If you've just lost someone, the hardest part is that the world keeps moving while you can't. Phone calls have to be made, paperwork signed, decisions taken — and you're not in any state to do any of it. This guide walks you through the practical steps of arranging a funeral in the UK, calmly, in the order they actually need to happen. Take it slowly. Most things have more time than you might think.
1. The first 24 hours
Get a doctor or paramedic to verify the death — at home, in hospital, or wherever it happened. They'll issue a Medical Certificate of Cause of Death. If the death is unexpected or referred to the coroner, this can take a few extra days; that's normal and not a sign of anything wrong.
If your loved one is at home, you don't have to move them straight away. A funeral director can usually arrange collection within a few hours, day or night. There's no rush.
Tell the people closest first
Immediate family, the closest friends, and anyone who needs to know before the news travels further. Most people find that two or three short phone calls is the most they can manage in the first day. That's enough.
2. Registering the death
This needs to be done within 5 days in England, Wales and Northern Ireland, and within 8 days in Scotland. You go to the local register office (book online — most areas need an appointment).
You'll need:
- The Medical Certificate of Cause of Death (the doctor will give this to you)
- The deceased's full name, date of birth, address, occupation
- If applicable, your relationship to them and your own contact details
You'll come away with a death certificate (you'll need several copies — about 5 is normal — for banks, pensions, insurance, etc.) and a green form for the funeral director.
3. Choosing a funeral director
You don't have to use the first one you call. Most independent funeral directors are family-run, have been in their area for generations, and are used to families who feel completely lost. Look for:
- Local recommendation — ask friends, your GP, or your faith leader
- Membership of NAFD or SAIF (the two main UK trade associations)
- Transparent pricing — they should give you an itemised written estimate before you commit to anything
- Whether they feel right when you talk to them. Trust this. You'll be working closely with them in a vulnerable moment.
You don't have to make any decisions on the first call. They'll come to you (or invite you in) and walk you through everything in person.
4. The decisions you'll be asked to make
The big ones, in roughly the order they come up:
- Burial or cremation. Sometimes the deceased made their wishes known; sometimes the family decides together. There's no wrong answer.
- Date and time. The funeral director and the crematorium or cemetery will work this out together — typically the funeral happens 1-3 weeks after the death, depending on availability and any post-mortem.
- Type of service. Religious (and which faith), civil, humanist, or no formal service at all. The funeral director can suggest a celebrant, vicar or priest if you don't already have one.
- Coffin. Wood, willow, cardboard, bamboo, painted, plain. Prices range from around £200 to several thousand. There's no "right" choice.
- Flowers, donations, music. Family flowers only? Donations to a charity in lieu? A favourite song instead of a hymn? These are personal touches that often matter more than the formal bits.
- Order of service. What's said, sung, read — and in what order. The celebrant or clergy will help shape this.
5. Letting people know
Once you've got a date, time and venue, the people who need to know expand quickly: extended family, work colleagues, neighbours, old friends, distant cousins. The traditional approach — a phone tree, plus a notice in the local paper — is a lot of effort at the worst possible time.
A modern alternative: a single online memorial page that holds all the details (service times, venue map, dress code, parking, donations link) and a place for people to leave messages. You share one link, on WhatsApp or Facebook or by text, and everyone has what they need. myfuneral.date exists for exactly this — it takes about five minutes to set up and gives you back the dozens of phone calls you'd otherwise be making.
6. The day itself
Eat something beforehand, even if you don't feel like it. Take tissues. Trust your funeral director — they've done this hundreds of times and they'll guide you through every moment, including the moments you don't realise you need guiding through.
People will say strange things. They will mean well. You don't have to perform. If you cry, that's right. If you laugh, that's right too.
7. The weeks after
The hardest stretch is often a couple of weeks after the funeral, when the practical urgency has passed and the world expects you to be "back to normal". Be very kind to yourself.
Practical things that can wait but eventually need doing: closing or transferring bank accounts, notifying pension providers and HMRC (the "Tell Us Once" service handles most government departments at the registry office in one go), insurance claims, returning passports and driving licences, sorting through belongings.
None of this is on a deadline. Take it in tiny pieces. Ask for help.
The shortest version
- Get the death verified, then registered (within 5 days)
- Phone a funeral director — they take it from there
- Make the big decisions one at a time, with their help
- Share details with friends and family one place rather than fifty
- Get through the day. Then be very gentle with yourself.
If you're not sure whether you're doing this right — you almost certainly are. Funeral directors and registrars are profoundly used to this; you can ask them anything, no matter how small, and they will not mind.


## [Problem to work on]
Scan the following material for the string "squared" and copy each line in which it appears.

## [Records for the task]
______
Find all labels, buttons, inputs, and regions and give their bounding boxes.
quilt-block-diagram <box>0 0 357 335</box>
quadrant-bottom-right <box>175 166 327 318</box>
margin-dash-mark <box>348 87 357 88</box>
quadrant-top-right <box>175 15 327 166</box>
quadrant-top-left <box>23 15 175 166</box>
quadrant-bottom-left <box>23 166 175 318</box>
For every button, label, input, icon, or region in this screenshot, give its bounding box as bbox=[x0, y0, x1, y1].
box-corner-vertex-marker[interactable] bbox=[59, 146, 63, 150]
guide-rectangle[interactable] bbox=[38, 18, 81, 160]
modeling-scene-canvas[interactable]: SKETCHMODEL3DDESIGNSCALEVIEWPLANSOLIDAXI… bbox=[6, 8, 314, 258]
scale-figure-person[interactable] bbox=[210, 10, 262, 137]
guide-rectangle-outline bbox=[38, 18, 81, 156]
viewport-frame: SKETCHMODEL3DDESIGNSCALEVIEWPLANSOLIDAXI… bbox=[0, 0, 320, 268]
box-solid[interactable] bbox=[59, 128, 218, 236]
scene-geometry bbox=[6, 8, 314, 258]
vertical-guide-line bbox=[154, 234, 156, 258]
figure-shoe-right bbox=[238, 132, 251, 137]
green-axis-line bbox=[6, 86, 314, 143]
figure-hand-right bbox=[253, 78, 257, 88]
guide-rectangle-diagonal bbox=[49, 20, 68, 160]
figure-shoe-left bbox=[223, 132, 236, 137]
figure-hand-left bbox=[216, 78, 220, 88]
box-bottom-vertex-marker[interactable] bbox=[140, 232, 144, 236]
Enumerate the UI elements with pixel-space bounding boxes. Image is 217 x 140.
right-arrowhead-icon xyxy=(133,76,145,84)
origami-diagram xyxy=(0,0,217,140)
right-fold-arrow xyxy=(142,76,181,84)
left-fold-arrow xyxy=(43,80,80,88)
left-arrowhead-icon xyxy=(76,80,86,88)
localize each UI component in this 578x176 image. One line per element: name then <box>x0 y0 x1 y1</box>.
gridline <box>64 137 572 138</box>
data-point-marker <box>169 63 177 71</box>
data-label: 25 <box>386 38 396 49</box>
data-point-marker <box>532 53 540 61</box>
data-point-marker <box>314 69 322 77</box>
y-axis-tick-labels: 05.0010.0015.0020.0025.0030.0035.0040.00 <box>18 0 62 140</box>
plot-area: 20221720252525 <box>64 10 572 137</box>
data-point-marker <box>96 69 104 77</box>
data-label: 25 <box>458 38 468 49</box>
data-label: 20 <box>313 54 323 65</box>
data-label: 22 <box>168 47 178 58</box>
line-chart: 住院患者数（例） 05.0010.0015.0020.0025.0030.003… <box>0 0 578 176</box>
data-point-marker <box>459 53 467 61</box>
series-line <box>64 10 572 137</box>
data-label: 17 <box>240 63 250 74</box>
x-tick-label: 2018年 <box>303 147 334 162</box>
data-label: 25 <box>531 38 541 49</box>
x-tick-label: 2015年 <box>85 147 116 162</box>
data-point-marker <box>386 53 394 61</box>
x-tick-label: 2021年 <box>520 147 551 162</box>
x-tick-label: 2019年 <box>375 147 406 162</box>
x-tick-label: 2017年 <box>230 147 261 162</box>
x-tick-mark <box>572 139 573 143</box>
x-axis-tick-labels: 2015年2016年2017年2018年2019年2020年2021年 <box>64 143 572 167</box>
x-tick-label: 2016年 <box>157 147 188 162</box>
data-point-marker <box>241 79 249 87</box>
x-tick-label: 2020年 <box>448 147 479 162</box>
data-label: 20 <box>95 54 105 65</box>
______
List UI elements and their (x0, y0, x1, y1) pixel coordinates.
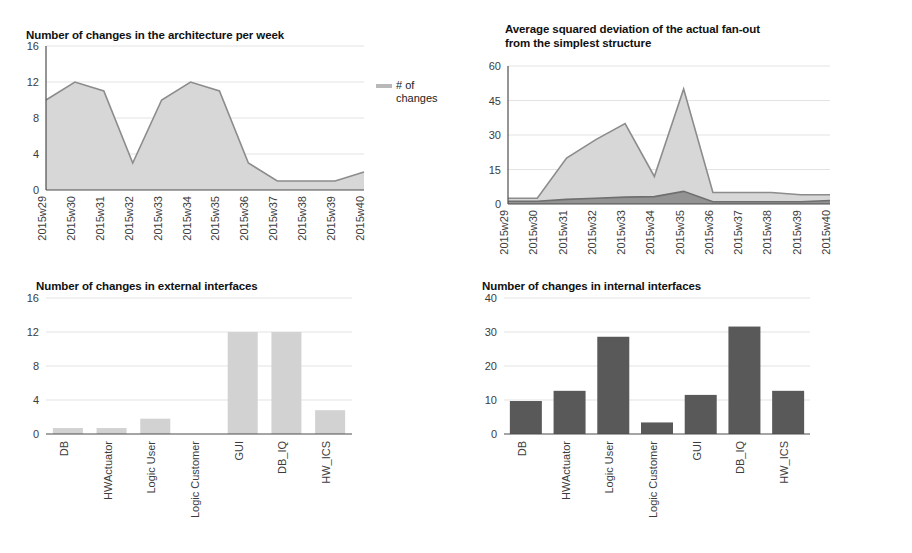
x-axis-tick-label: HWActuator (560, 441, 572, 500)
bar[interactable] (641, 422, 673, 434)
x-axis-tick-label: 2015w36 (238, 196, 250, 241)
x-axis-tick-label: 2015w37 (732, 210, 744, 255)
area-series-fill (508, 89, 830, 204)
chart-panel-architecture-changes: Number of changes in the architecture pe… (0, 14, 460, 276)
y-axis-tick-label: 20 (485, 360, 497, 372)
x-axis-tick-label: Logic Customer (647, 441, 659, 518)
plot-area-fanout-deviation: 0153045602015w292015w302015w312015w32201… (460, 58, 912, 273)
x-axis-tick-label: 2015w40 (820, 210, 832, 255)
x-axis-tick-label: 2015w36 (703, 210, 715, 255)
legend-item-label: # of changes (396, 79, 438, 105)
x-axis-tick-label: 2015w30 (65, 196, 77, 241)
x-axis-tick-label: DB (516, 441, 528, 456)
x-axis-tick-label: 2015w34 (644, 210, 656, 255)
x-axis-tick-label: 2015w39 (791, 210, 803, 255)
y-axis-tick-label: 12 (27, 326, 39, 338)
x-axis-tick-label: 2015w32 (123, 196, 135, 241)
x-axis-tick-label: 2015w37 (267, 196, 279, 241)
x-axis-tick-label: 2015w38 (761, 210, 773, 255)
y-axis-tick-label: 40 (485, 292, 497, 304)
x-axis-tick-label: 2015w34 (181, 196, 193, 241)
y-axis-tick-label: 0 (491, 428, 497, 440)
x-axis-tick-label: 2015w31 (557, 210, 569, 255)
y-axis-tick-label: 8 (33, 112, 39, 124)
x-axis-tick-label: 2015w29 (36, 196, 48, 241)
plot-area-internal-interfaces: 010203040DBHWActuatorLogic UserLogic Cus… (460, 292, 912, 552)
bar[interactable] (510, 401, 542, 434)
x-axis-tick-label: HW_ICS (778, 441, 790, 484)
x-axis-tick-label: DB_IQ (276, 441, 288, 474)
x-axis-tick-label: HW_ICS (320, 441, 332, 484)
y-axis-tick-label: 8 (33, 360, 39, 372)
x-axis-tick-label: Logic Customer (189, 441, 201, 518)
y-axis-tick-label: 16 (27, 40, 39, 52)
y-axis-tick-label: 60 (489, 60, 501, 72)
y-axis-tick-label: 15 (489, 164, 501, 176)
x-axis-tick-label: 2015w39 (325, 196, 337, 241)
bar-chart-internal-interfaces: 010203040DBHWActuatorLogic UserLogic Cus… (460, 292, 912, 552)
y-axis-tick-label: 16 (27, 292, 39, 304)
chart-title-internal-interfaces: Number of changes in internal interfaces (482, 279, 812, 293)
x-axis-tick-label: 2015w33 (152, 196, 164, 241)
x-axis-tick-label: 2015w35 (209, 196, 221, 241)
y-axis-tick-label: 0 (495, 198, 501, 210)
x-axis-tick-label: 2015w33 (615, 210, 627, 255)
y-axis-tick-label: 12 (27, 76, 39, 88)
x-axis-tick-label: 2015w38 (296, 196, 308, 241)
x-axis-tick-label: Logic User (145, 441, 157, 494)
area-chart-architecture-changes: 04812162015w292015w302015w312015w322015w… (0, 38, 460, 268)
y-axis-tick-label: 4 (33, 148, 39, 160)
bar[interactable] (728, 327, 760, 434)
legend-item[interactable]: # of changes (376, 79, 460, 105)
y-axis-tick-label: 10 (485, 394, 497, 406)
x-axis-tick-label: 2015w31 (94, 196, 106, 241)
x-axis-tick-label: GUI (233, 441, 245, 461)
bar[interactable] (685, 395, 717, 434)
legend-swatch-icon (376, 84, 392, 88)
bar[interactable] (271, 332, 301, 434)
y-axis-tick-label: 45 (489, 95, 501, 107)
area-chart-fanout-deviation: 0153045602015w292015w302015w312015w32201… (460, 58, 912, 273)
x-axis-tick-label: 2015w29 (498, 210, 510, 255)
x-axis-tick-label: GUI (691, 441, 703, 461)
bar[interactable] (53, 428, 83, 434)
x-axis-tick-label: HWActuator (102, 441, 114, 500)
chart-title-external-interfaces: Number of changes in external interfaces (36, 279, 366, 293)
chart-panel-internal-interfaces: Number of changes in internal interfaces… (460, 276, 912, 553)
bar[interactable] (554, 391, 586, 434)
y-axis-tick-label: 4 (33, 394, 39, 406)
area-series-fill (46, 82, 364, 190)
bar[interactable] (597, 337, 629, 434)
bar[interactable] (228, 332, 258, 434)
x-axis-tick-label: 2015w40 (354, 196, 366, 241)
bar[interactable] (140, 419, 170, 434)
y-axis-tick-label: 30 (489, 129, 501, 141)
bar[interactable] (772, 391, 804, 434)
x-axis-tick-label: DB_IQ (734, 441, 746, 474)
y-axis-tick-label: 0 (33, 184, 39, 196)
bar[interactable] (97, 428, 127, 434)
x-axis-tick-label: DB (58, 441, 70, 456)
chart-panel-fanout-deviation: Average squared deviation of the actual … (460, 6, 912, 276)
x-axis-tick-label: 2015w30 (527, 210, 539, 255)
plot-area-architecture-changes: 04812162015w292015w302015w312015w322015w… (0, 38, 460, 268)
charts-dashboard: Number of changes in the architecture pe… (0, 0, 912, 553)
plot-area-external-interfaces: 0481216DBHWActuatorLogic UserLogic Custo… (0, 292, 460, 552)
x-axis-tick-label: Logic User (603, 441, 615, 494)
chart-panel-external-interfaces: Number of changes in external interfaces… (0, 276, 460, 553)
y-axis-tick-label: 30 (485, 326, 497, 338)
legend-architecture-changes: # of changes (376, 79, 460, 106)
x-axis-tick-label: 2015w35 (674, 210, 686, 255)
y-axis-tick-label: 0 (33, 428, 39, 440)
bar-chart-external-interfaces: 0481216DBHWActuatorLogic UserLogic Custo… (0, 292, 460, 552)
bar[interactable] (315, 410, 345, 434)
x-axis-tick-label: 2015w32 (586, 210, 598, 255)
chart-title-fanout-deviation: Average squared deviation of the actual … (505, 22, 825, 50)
______
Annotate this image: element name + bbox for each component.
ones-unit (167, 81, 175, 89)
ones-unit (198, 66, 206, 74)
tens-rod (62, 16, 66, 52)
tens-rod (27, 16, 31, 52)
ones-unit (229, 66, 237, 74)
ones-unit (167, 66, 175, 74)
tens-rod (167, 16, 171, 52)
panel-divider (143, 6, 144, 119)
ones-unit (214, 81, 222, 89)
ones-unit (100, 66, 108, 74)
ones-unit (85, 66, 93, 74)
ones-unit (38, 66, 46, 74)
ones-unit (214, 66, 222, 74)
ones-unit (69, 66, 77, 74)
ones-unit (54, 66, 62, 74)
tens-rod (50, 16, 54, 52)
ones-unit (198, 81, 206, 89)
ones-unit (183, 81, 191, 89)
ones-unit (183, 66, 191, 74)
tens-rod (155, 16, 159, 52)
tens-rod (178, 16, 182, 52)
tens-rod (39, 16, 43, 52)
______
## [Problem solution]
chart-panel-fanout-deviation: Average squared deviation of the actual … (460, 6, 912, 276)
chart-title-fanout-deviation: Average squared deviation of the actual … (505, 22, 825, 50)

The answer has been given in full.